The October KB5066835 cumulative update fiasco came at a crucial time when users worldwide were grappling with Windows 10’s EOL.
Around the world, after the mid-October Windows 11 update, localhost connections suddenly stopped working — crippling web servers, databases, and development tools that depend on loopback traffic through 127.0.0.1.
The failure appeared immediately after users installed the KB5066835 cumulative update, which attempted to patch security flaws but introduced a regression in the system’s HTTP.sys driver.
When browsers or applications tried to open HTTP/2 sessions to localhost, the protocol handshake collapsed, triggering connection resets and leaving development and testing environments unusable.
The issue quickly spread across Microsoft’s developer forums, Stack Overflow, and enterprise support channels, with programmers reporting failed builds and broken debugging workflows. Development frameworks such as .NET, Docker, and React suffered interruptions, while internal business software relying on local web services also stopped launching properly.
Microsoft later confirmed the cause and issued a Known Issue Rollback to undo the problematic change, restoring normal localhost behavior for most home users automatically.

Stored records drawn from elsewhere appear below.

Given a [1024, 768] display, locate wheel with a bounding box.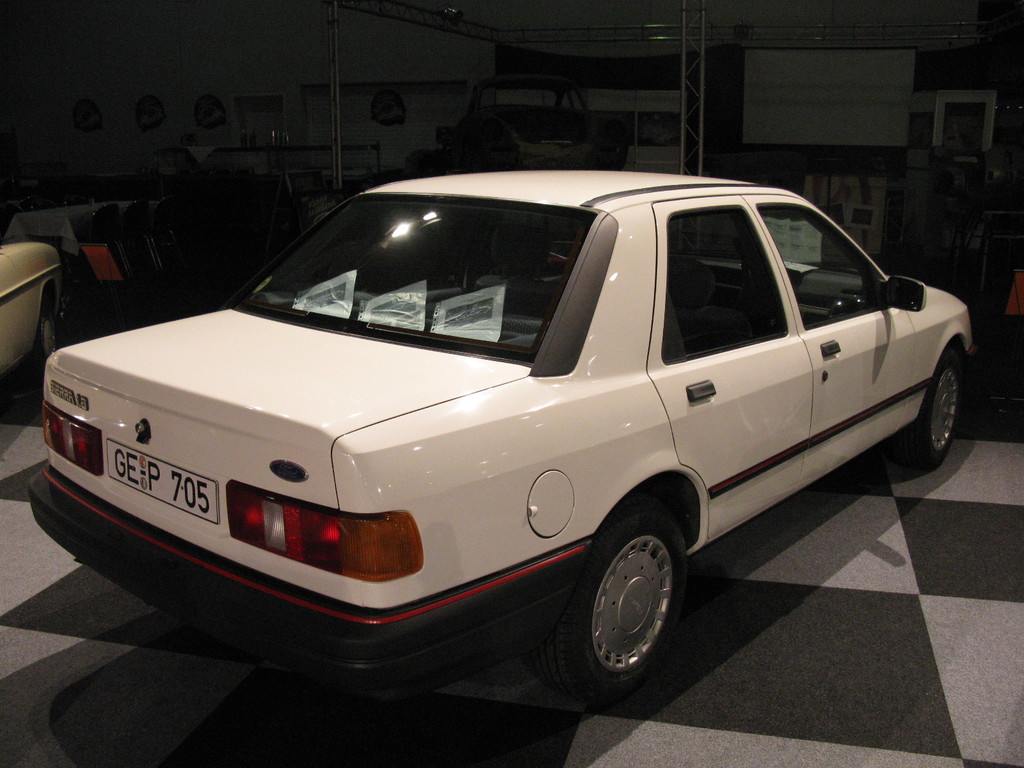
Located: (564,518,698,688).
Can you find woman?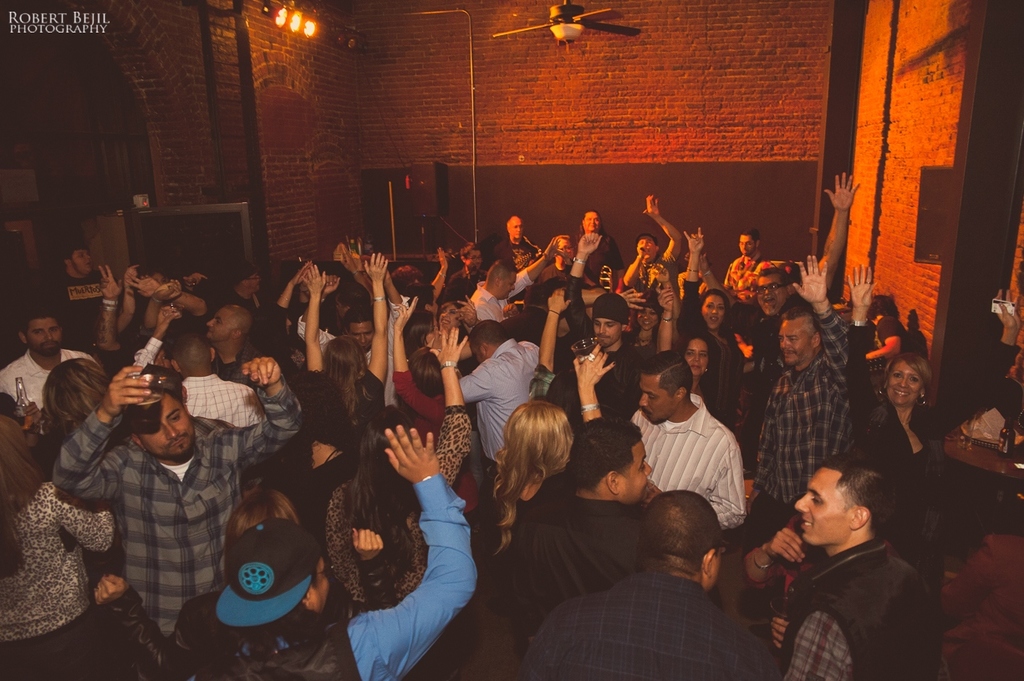
Yes, bounding box: crop(675, 334, 721, 419).
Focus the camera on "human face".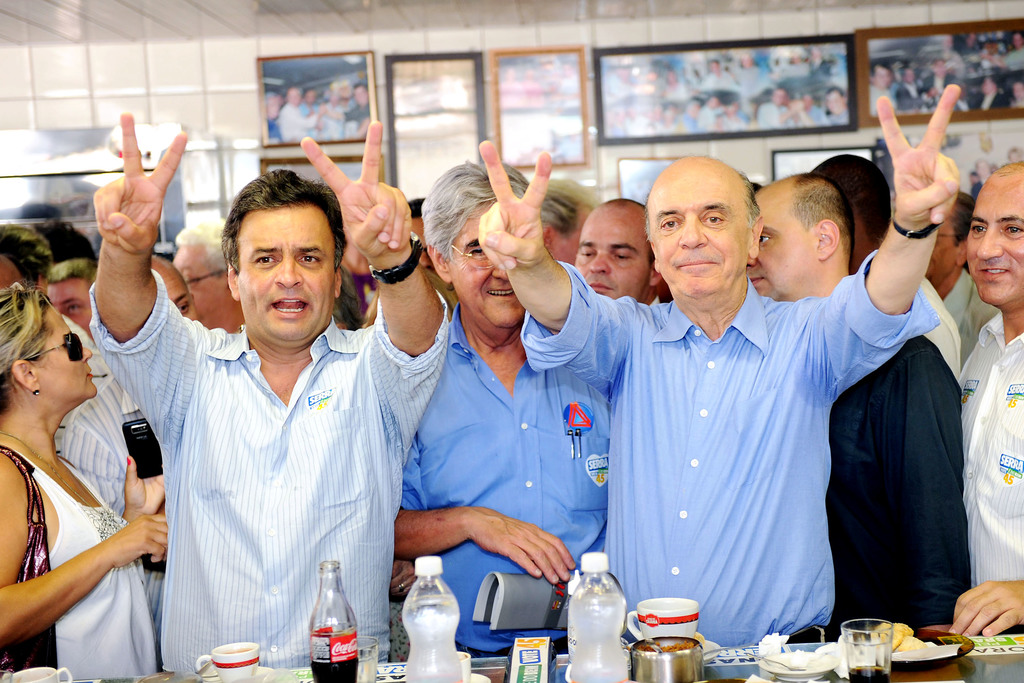
Focus region: [x1=175, y1=240, x2=224, y2=315].
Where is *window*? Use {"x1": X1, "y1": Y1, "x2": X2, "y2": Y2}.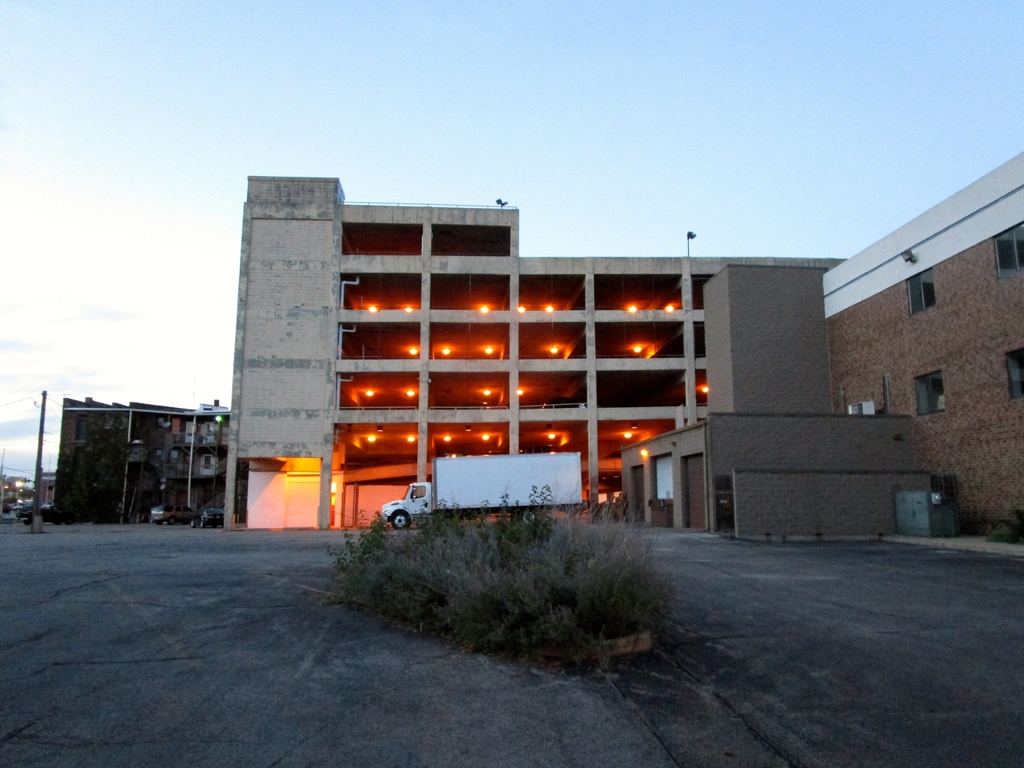
{"x1": 410, "y1": 484, "x2": 427, "y2": 499}.
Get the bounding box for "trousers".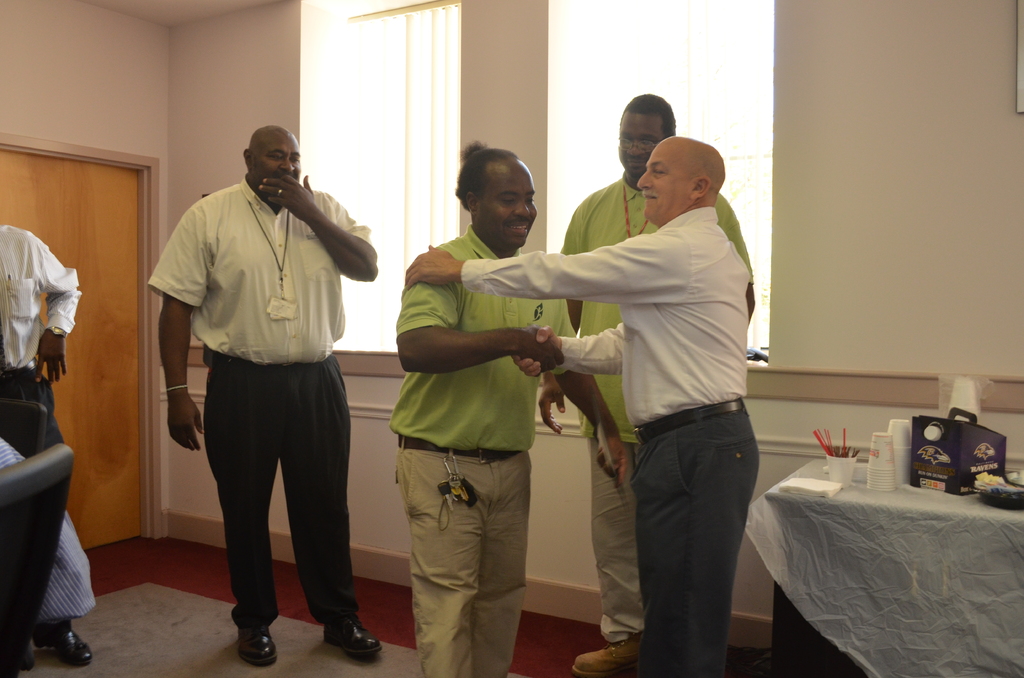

Managed enterprise systems, however, must apply a group policy file manually to activate the fix. The rollback may take up to 48 hours to deploy through Windows Update servers, and Microsoft promised a permanent remedy in a future cumulative patch.
The connectivity breakdown came at an awkward time — just days after the firm officially ended free support for Windows 10 on October 14, closing a decade-long chapter for the older operating system. Users who remain on the old operating system can still obtain limited security patches through the Extended Security Updates program until 2026.
The unfortunate timing of the botched Windows 11 update has amplified criticism of Microsoft’s patch reliability, as this incident followed several recent regressions that disrupted key Windows subsystems. Graphics drivers, File Explorer previews, and input hardware were also affected by the October updates, compounding frustrations among enterprise IT teams and developers already facing migration pressure toward Windows 11.